Try it: Beginning with the line that contains "This screenshot has height=504, width=863.", restate each line below through the final one exactly, and exclude the pictures.

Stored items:

----

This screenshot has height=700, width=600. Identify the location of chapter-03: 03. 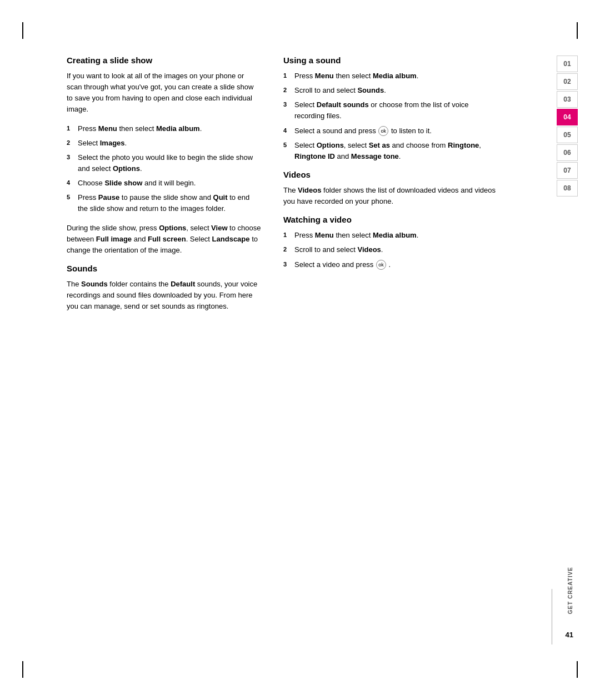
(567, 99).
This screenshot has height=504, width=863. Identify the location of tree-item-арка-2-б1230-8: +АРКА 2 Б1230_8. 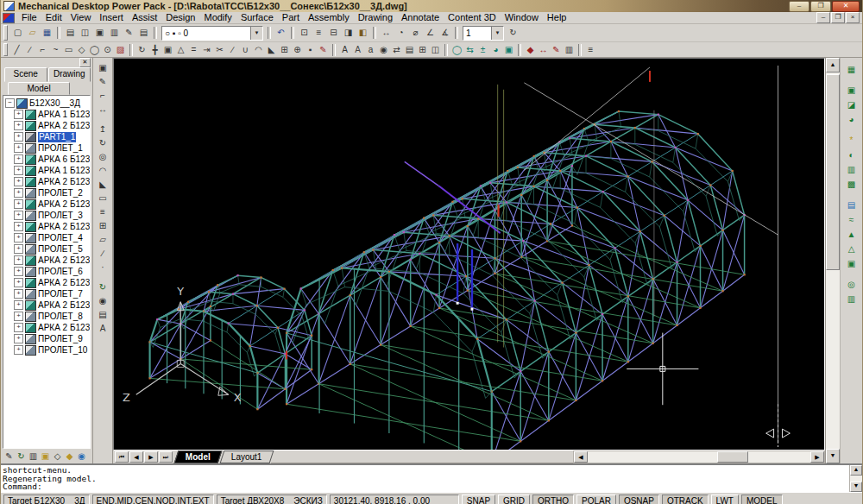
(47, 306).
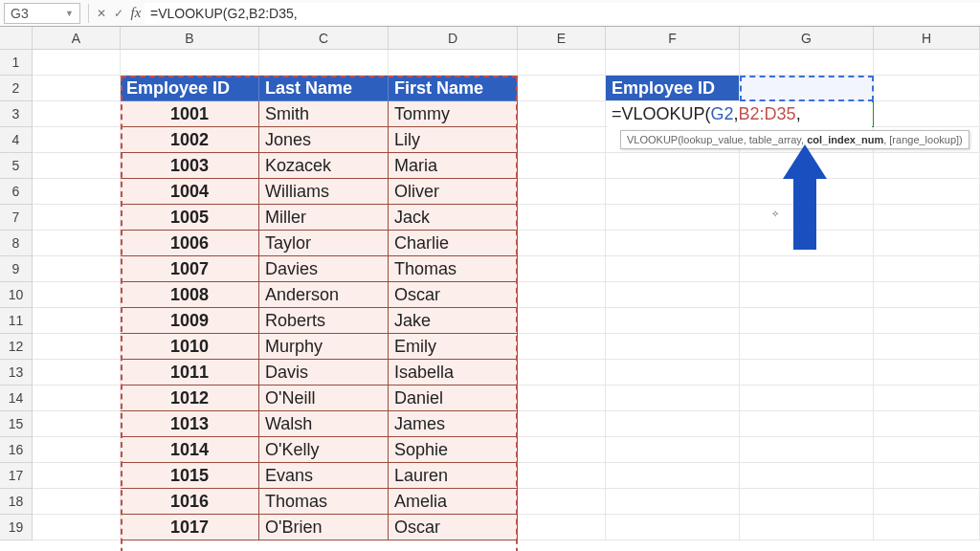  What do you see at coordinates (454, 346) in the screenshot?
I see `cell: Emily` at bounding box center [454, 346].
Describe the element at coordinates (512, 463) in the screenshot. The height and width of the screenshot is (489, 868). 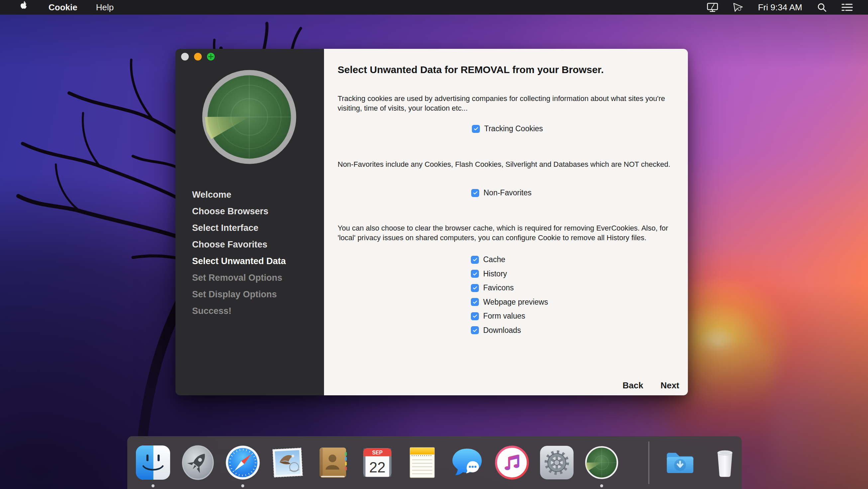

----

Task solution:
This screenshot has height=504, width=863. Identify the location of tree-item-арка-2-б1230-8: +АРКА 2 Б1230_8. 
(47, 306).
  What do you see at coordinates (454, 346) in the screenshot?
I see `cell: Emily` at bounding box center [454, 346].
Describe the element at coordinates (512, 463) in the screenshot. The height and width of the screenshot is (489, 868). 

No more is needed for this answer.